Let's see... You claim that scientists predicted "increased number of hurricanes this global warming business was supposed to be causing," and I'd say that this claim was not, in fact, made. Do you have a cite? I believe the claim is that hurricanes will likely be more intense and more powerful, but not that there would be "more" of them. May I suggest that instead of spending so much effort on attempting to discredit the science that
you instead learn it first? While ignorance is its own excuse, it's just not a very good one, not among adults.
I've heard a few predictions of more hurricanes, but only as a result of the hurricane season becoming longer, not as a distinct or independent prediction itself.
But what Jack is failing to get is that predictions for complex systems are not like those for traffic speeds when a new speed-limit sign is put in place. Systems as complex and vast as global weather tend toward anomalous behavior when tweaked, so while more powerful and extensive hurricanes are predicted, and a longer season, so are the occurrence of unexpectedly calm seasons.
Predictions on this level aren't like train schedules, they're more like adjustments to a menu. The hurricane predictions from the global warming models are saying that there are now spicier dishes on a larger menu, but that along with the spicy ones are a few dreadfully bland items -- and we won't know what meals the atmosphere has ordered up until the waiter brings them.
Side note, especially for Jack, Henry, et al:
I often feel sick to my stomach writing this, because I still am at root like you guys; I don't want to believe it. But in the process of acquiring my science degree at OSU, I faced too much, well, science about the topic, in everything from geology to meteorology to oceanology to biology and chemistry. It wasn't because all the professors were into cramming global warming down throats, but rather because no matter what discipline you're doing research in, data keeps pointing toward radical change, unlike anything before. Few of the researchers I knew there had agendas; they just wanted to organize the data and see where it pointed. What it so very frequently pointed to was an unnatural change in atmospheric composition, affecting all sorts of things; and when that change was described, it matched human activity. So I end up defending something I'd rather laugh at, because that's where the data point.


■ **Your task**: For each record that follows, write out an identical copy.

::::::

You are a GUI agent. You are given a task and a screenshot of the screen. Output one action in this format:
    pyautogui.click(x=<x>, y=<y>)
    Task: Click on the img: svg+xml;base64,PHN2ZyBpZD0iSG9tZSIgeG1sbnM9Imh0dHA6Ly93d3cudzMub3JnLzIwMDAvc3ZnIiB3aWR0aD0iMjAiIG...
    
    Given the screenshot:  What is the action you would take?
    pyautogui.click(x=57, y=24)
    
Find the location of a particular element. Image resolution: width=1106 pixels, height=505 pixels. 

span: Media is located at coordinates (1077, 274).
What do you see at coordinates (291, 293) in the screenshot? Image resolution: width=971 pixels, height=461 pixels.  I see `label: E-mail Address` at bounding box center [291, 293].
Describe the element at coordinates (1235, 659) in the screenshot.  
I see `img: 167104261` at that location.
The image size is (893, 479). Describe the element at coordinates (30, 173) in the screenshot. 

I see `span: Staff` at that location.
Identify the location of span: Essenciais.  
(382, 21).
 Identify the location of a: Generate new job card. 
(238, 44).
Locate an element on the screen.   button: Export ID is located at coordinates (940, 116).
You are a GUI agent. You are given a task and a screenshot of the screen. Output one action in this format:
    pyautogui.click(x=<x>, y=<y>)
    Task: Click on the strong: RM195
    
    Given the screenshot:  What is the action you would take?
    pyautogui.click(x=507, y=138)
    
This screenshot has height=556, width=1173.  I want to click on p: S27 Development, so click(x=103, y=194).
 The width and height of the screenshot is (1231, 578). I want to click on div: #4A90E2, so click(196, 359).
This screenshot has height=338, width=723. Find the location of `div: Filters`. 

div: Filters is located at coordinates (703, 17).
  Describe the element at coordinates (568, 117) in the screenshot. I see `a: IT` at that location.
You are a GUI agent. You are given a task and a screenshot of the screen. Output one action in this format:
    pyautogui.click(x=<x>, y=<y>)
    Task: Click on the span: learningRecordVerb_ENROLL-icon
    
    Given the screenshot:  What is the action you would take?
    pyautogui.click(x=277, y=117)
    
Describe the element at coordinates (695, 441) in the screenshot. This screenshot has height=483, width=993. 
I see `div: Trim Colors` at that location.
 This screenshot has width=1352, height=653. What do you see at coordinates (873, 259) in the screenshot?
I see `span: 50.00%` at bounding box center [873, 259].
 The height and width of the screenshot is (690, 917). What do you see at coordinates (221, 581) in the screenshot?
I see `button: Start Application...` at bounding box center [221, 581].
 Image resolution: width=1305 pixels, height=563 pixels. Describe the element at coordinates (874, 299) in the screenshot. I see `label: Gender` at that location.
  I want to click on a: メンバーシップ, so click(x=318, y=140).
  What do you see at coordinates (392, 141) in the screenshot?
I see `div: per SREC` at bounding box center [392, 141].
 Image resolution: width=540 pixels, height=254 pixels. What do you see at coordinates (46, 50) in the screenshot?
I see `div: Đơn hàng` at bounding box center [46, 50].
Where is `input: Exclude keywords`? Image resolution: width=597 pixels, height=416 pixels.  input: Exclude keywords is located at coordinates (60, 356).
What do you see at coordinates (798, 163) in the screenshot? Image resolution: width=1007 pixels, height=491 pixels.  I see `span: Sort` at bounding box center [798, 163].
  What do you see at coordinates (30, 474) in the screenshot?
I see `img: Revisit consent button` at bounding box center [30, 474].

::::::

■ **Output below**:
You are a GUI agent. You are given a task and a screenshot of the screen. Output one action in this format:
    pyautogui.click(x=<x>, y=<y>)
    Task: Click on the img: svg+xml;base64,PHN2ZyBpZD0iSG9tZSIgeG1sbnM9Imh0dHA6Ly93d3cudzMub3JnLzIwMDAvc3ZnIiB3aWR0aD0iMjAiIG...
    
    Given the screenshot:  What is the action you would take?
    pyautogui.click(x=57, y=24)
    
Find the location of a particular element. Image resolution: width=1106 pixels, height=505 pixels. 

span: Media is located at coordinates (1077, 274).
What do you see at coordinates (291, 293) in the screenshot? Image resolution: width=971 pixels, height=461 pixels.  I see `label: E-mail Address` at bounding box center [291, 293].
Describe the element at coordinates (1235, 659) in the screenshot.  
I see `img: 167104261` at that location.
The image size is (893, 479). Describe the element at coordinates (30, 173) in the screenshot. 

I see `span: Staff` at that location.
Identify the location of span: Essenciais.  
(382, 21).
 Identify the location of a: Generate new job card. 
(238, 44).
Locate an element on the screen.   button: Export ID is located at coordinates (940, 116).
You are a GUI agent. You are given a task and a screenshot of the screen. Output one action in this format:
    pyautogui.click(x=<x>, y=<y>)
    Task: Click on the strong: RM195
    
    Given the screenshot:  What is the action you would take?
    pyautogui.click(x=507, y=138)
    
This screenshot has height=556, width=1173.  I want to click on p: S27 Development, so click(x=103, y=194).
 The width and height of the screenshot is (1231, 578). I want to click on div: #4A90E2, so click(196, 359).
This screenshot has height=338, width=723. Find the location of `div: Filters`. 

div: Filters is located at coordinates (703, 17).
  Describe the element at coordinates (568, 117) in the screenshot. I see `a: IT` at that location.
You are a GUI agent. You are given a task and a screenshot of the screen. Output one action in this format:
    pyautogui.click(x=<x>, y=<y>)
    Task: Click on the span: learningRecordVerb_ENROLL-icon
    
    Given the screenshot:  What is the action you would take?
    pyautogui.click(x=277, y=117)
    
Describe the element at coordinates (695, 441) in the screenshot. This screenshot has height=483, width=993. 
I see `div: Trim Colors` at that location.
 This screenshot has width=1352, height=653. What do you see at coordinates (873, 259) in the screenshot?
I see `span: 50.00%` at bounding box center [873, 259].
 The height and width of the screenshot is (690, 917). What do you see at coordinates (221, 581) in the screenshot?
I see `button: Start Application...` at bounding box center [221, 581].
 Image resolution: width=1305 pixels, height=563 pixels. Describe the element at coordinates (874, 299) in the screenshot. I see `label: Gender` at that location.
  I want to click on a: メンバーシップ, so click(x=318, y=140).
  What do you see at coordinates (392, 141) in the screenshot?
I see `div: per SREC` at bounding box center [392, 141].
 Image resolution: width=540 pixels, height=254 pixels. What do you see at coordinates (46, 50) in the screenshot?
I see `div: Đơn hàng` at bounding box center [46, 50].
Where is `input: Exclude keywords`? Image resolution: width=597 pixels, height=416 pixels.  input: Exclude keywords is located at coordinates (60, 356).
What do you see at coordinates (798, 163) in the screenshot? Image resolution: width=1007 pixels, height=491 pixels.  I see `span: Sort` at bounding box center [798, 163].
  What do you see at coordinates (30, 474) in the screenshot?
I see `img: Revisit consent button` at bounding box center [30, 474].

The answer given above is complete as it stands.